Mr. Vrcek said he spent one year there, as a seventh-grader in 1981-82, but has “more memories from there than from anywhere else.”

He remembered the separate rooms for art, wood shop and music, the gym and auditorium and especially the trees.

“It was so easy to focus there; you had trees outside your window and not much else,” he said. “You felt removed from the world up there.”

He also remembered playing on the grounds before and after school, and the long walk up the hill from Chartiers Avenue, where children got off the buses. “It immediately promoted good health, making all the kids walk up that hill,” he said.

Mr. Vrcek said the classrooms are between 1,000 and 2,000 square feet with high ceilings and large windows and would convert easily to apartments. He said that eight of them would most likely boast the skyline view.

The gymnasium, he said, could be used for either sheltered parking or as a fitness center, and the auditorium could get windows and skylights and serve as an atrium-style gathering place or even as an indoor greenhouse/garden.

Mr. Vrcek also said the CDC is interested in keeping the grounds open to the public, while balancing that interest with the privacy and safety concerns of prospective owners.

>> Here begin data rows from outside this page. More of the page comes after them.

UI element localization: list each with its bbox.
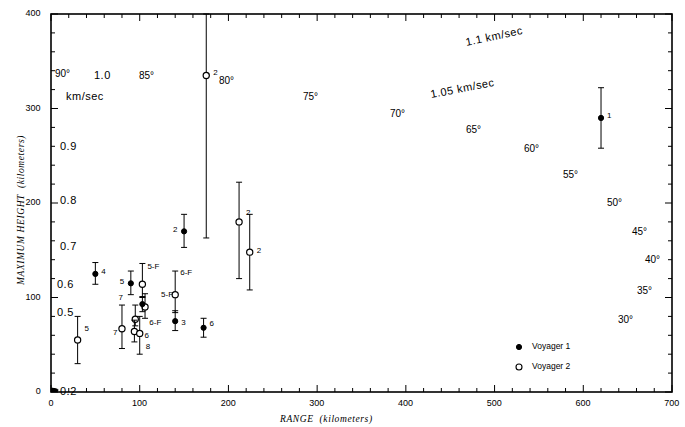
data-point-1-0 bbox=[598, 88, 604, 148]
angle-label: 40° bbox=[645, 254, 660, 265]
data-point-3-16 bbox=[172, 311, 178, 331]
figure-root: 01002003004005006007000100200300400RANGE… bbox=[0, 0, 685, 427]
legend-marker-open-circle bbox=[516, 364, 522, 370]
legend-marker-filled-circle bbox=[516, 344, 521, 349]
velocity-label: 0.8 bbox=[60, 194, 77, 206]
y-tick-label: 400 bbox=[25, 8, 40, 18]
data-point-4-5 bbox=[92, 263, 98, 285]
data-point-label: 8 bbox=[146, 342, 150, 351]
data-point-2-2 bbox=[181, 214, 187, 247]
y-axis-title-unit: (kilometers) bbox=[16, 135, 26, 188]
x-tick-label: 100 bbox=[132, 398, 147, 408]
angle-label: 90° bbox=[55, 68, 70, 79]
x-axis-title: RANGE (kilometers) bbox=[280, 414, 373, 424]
x-tick-label: 300 bbox=[309, 398, 324, 408]
y-axis-title: MAXIMUM HEIGHT (kilometers) bbox=[16, 135, 26, 285]
data-point-label: 6-F bbox=[180, 268, 192, 277]
data-point-2-1 bbox=[203, 14, 209, 238]
angle-label: 60° bbox=[524, 143, 539, 154]
data-point-label: 5 bbox=[85, 324, 89, 333]
data-point-label: 4 bbox=[101, 267, 105, 276]
data-point-2-4 bbox=[247, 214, 253, 290]
data-point-label: 3 bbox=[181, 318, 185, 327]
data-point-6-14 bbox=[131, 320, 137, 342]
data-point-label: 7 bbox=[113, 328, 117, 337]
data-point-label: 2 bbox=[173, 225, 177, 234]
data-point-label: 7 bbox=[118, 293, 122, 302]
angle-label: 50° bbox=[607, 197, 622, 208]
y-tick-label: 100 bbox=[25, 292, 40, 302]
angle-label: 65° bbox=[466, 124, 481, 135]
velocity-label: 0.7 bbox=[60, 240, 77, 252]
angle-label: 75° bbox=[303, 91, 318, 102]
angle-label: 30° bbox=[618, 314, 633, 325]
velocity-label: 1.0 bbox=[94, 69, 111, 81]
x-tick-label: 700 bbox=[664, 398, 679, 408]
y-axis-title-main: MAXIMUM HEIGHT bbox=[16, 194, 26, 285]
angle-label: 85° bbox=[139, 70, 154, 81]
x-tick-label: 500 bbox=[487, 398, 502, 408]
x-tick-label: 600 bbox=[575, 398, 590, 408]
data-point-label: 5-F bbox=[147, 262, 159, 271]
data-point-label: 2 bbox=[213, 68, 217, 77]
data-point-label: 6 bbox=[144, 331, 148, 340]
velocity-label: 0.6 bbox=[57, 278, 74, 290]
y-tick-label: 200 bbox=[25, 197, 40, 207]
angle-label: 80° bbox=[219, 75, 234, 86]
data-point-label: 5 bbox=[120, 277, 124, 286]
angle-label: 55° bbox=[563, 169, 578, 180]
data-point-label: 6 bbox=[210, 319, 214, 328]
x-tick-label: 200 bbox=[221, 398, 236, 408]
data-point-5f-8 bbox=[139, 263, 145, 297]
x-tick-label: 400 bbox=[398, 398, 413, 408]
legend-label-2: Voyager 2 bbox=[532, 361, 570, 371]
data-point-7-13 bbox=[119, 305, 125, 348]
data-point-5-7 bbox=[128, 271, 134, 295]
data-point-label: 1 bbox=[607, 111, 611, 120]
data-point-label: 2 bbox=[246, 208, 250, 217]
data-point-label: 2 bbox=[257, 246, 261, 255]
y-tick-label: 0 bbox=[36, 386, 41, 396]
data-points bbox=[75, 14, 605, 364]
velocity-label: 0.5 bbox=[57, 306, 74, 318]
data-point-6-17 bbox=[201, 318, 207, 337]
velocity-label: km/sec bbox=[66, 90, 104, 102]
x-tick-label: 0 bbox=[48, 398, 53, 408]
x-axis-title-unit: (kilometers) bbox=[320, 414, 373, 424]
x-axis-title-main: RANGE bbox=[280, 414, 314, 424]
data-point-5-6 bbox=[75, 316, 81, 363]
angle-label: 45° bbox=[632, 226, 647, 237]
plume-trajectory-chart bbox=[0, 0, 685, 427]
velocity-label: 0.2 bbox=[60, 385, 77, 397]
data-point-6f-11 bbox=[132, 305, 138, 326]
velocity-label: 0.9 bbox=[60, 140, 77, 152]
legend-label-1: Voyager 1 bbox=[532, 341, 570, 351]
angle-label: 35° bbox=[637, 285, 652, 296]
data-point-label: 6-F bbox=[149, 318, 161, 327]
data-point-label: 5-F bbox=[161, 290, 173, 299]
angle-label: 70° bbox=[390, 108, 405, 119]
y-tick-label: 300 bbox=[25, 103, 40, 113]
data-point-2-3 bbox=[236, 182, 242, 278]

Duquesne Light has been an active donor to CDC efforts, he said, and he is looking to the utility company’s Power to Light program to get some lighting on the grounds.

Mr. Vrcek said that Duquesne Light also is planning to do cleanup work in Third Street Park, which adjoins the Miles Bryan grounds, as a Day of Caring Project on Tuesday. The park has been closed since the mid-90s, and the CDC is hoping to find funding for new equipment and safety measures to get it open again.

“Talking to young people around here, I know that kids desperately want some decent park space, some decent green space,” he said.

Mr. Vrcek said the hope is to have a developer on board for the Miles Bryan project within 12 months. He is looking at a five-year time frame to have lofts on the market.